== Segment start ==
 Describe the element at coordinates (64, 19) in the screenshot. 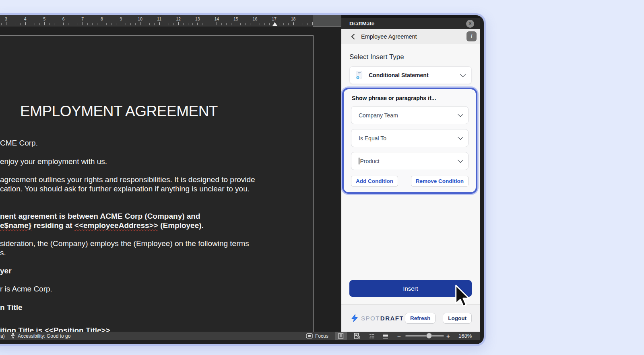

I see `ruler-number: 6` at that location.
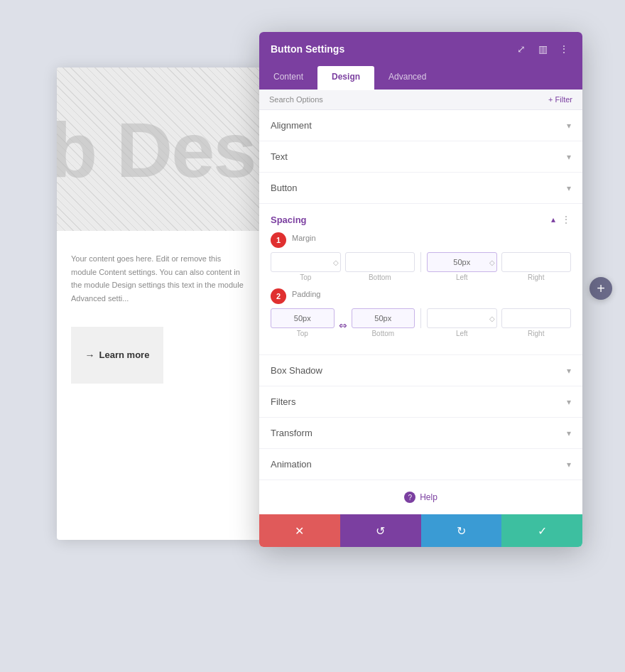 The height and width of the screenshot is (672, 625). I want to click on section-box-shadow: Box Shadow ▾, so click(420, 371).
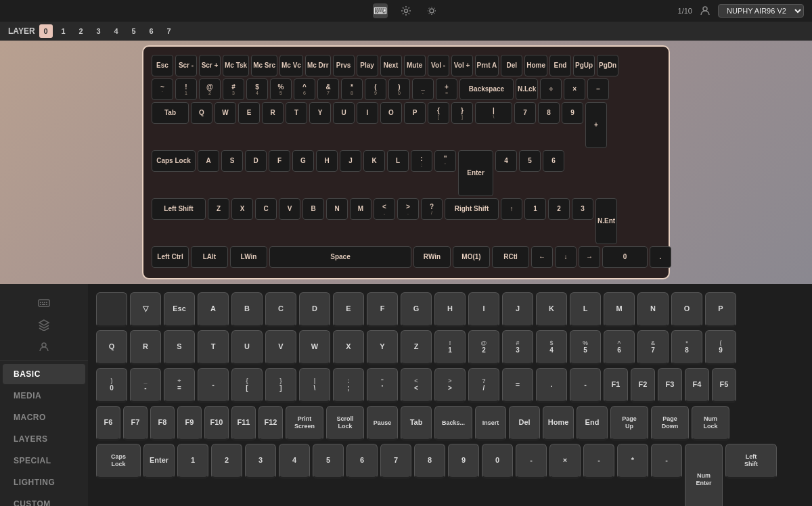 This screenshot has height=506, width=812. I want to click on pkey-mctsk: Mc Tsk, so click(235, 66).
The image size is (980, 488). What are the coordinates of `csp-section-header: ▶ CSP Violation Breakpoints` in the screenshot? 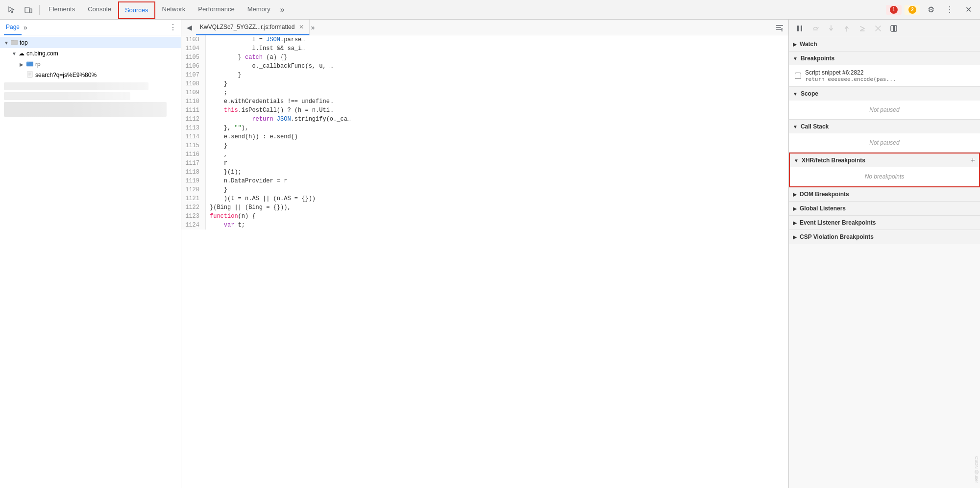 It's located at (884, 237).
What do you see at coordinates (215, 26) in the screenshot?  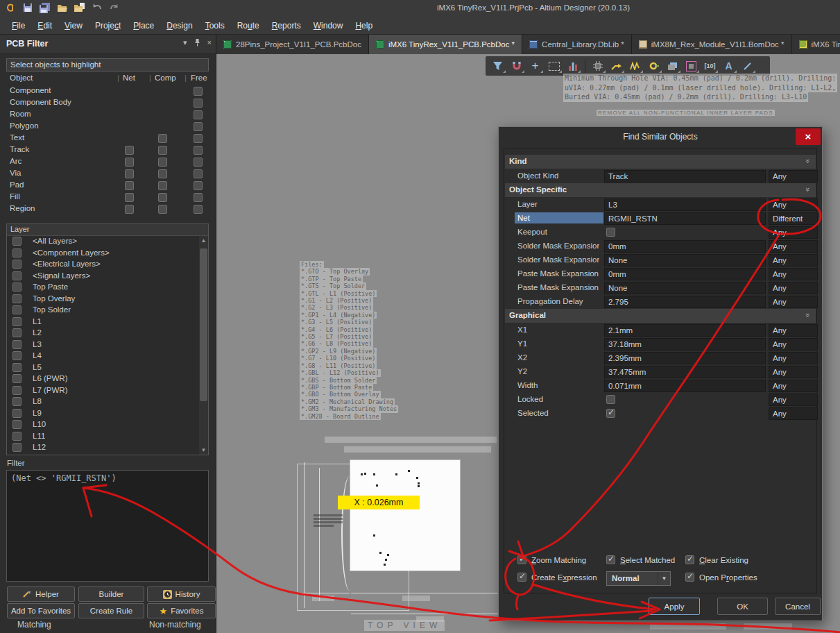 I see `menu-item-tools: Tools` at bounding box center [215, 26].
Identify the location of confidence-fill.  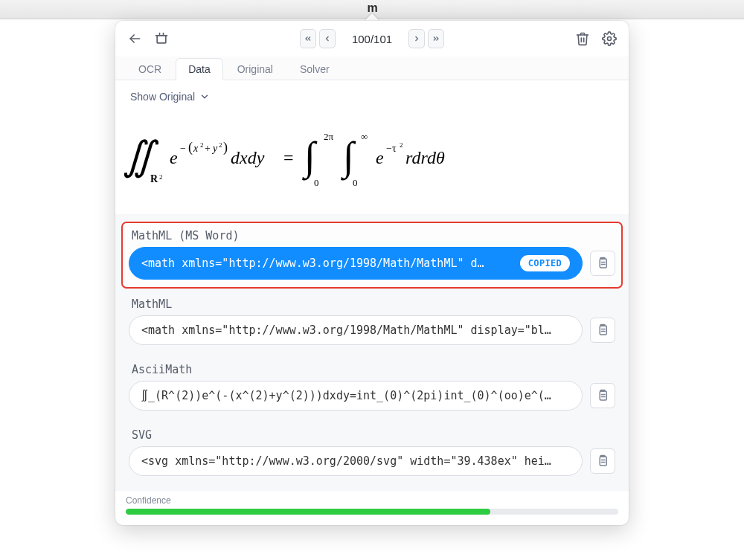
(308, 512).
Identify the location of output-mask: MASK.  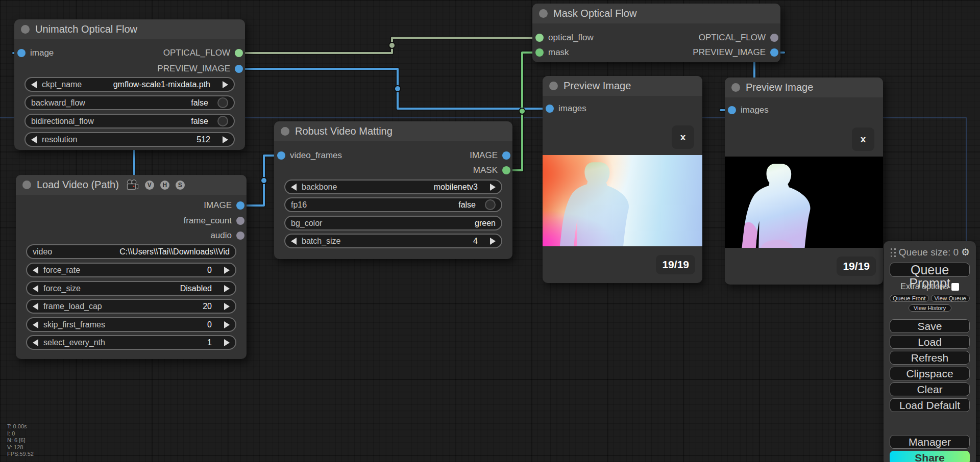
(492, 170).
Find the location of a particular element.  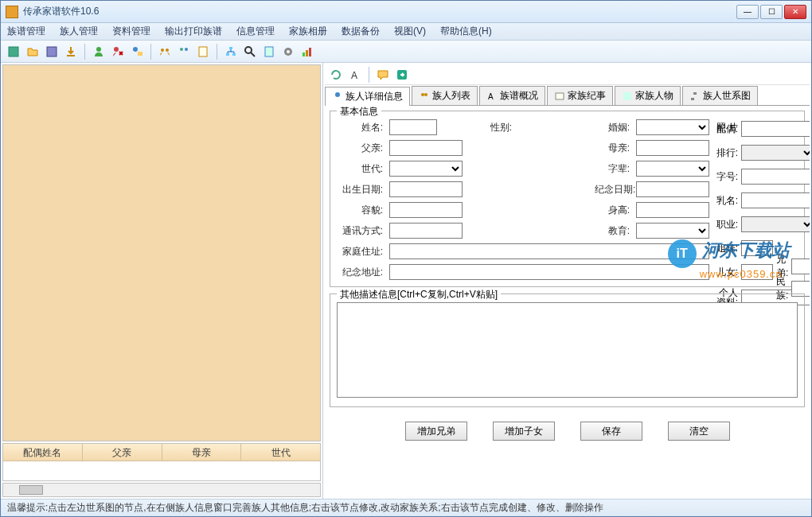

label-zibei: 字辈: is located at coordinates (614, 169).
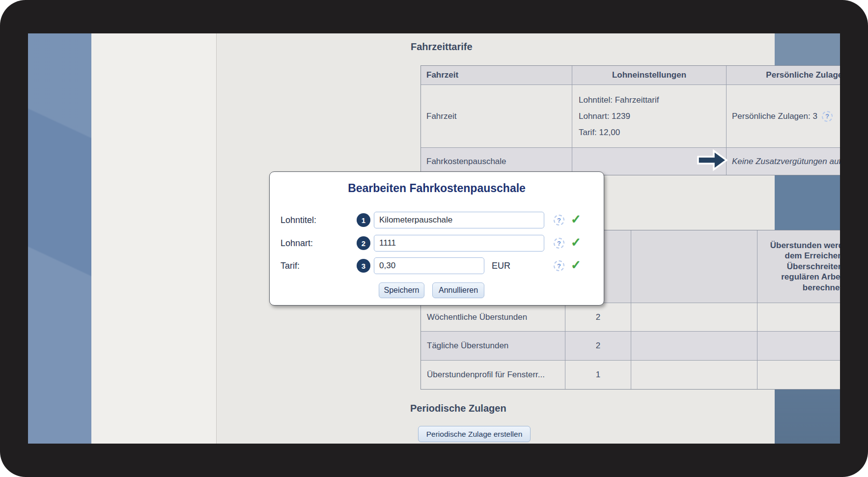  Describe the element at coordinates (459, 243) in the screenshot. I see `lohnart-input` at that location.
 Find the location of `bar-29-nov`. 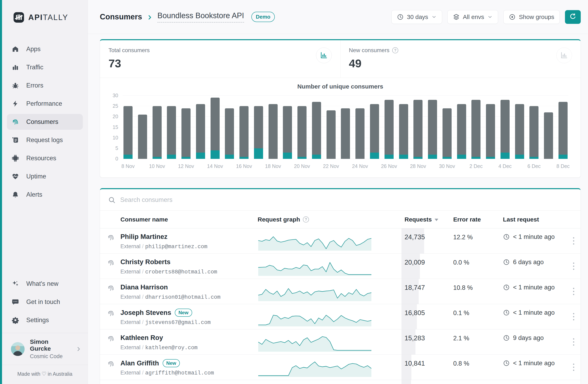

bar-29-nov is located at coordinates (432, 129).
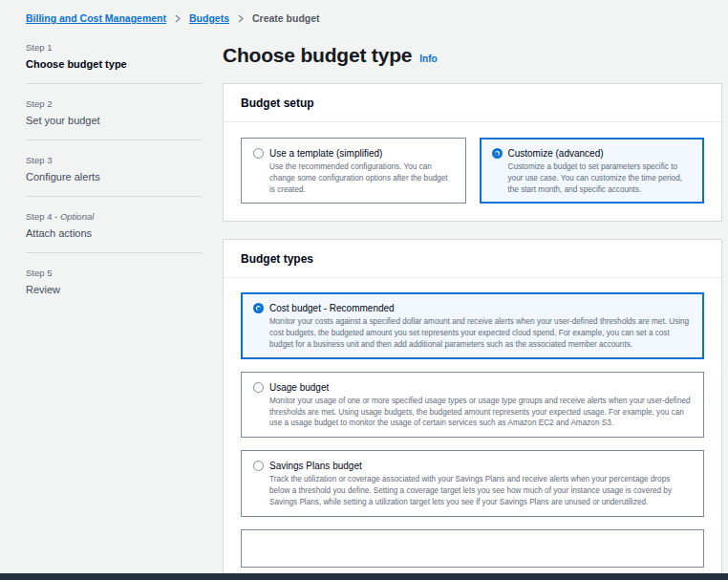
== Segment end ==
**About this task:**
Please write out exactly the lines from the one containing "Identify the location of output-mask: MASK." through the last line of the records above, and leave out any pictures.

**Answer to the problem:**
Identify the location of output-mask: MASK.  
(492, 170).
Find the location of a particular element.  

label-zibei: 字辈: is located at coordinates (614, 169).
  Describe the element at coordinates (459, 243) in the screenshot. I see `lohnart-input` at that location.
 Find the location of `bar-29-nov`. 

bar-29-nov is located at coordinates (432, 129).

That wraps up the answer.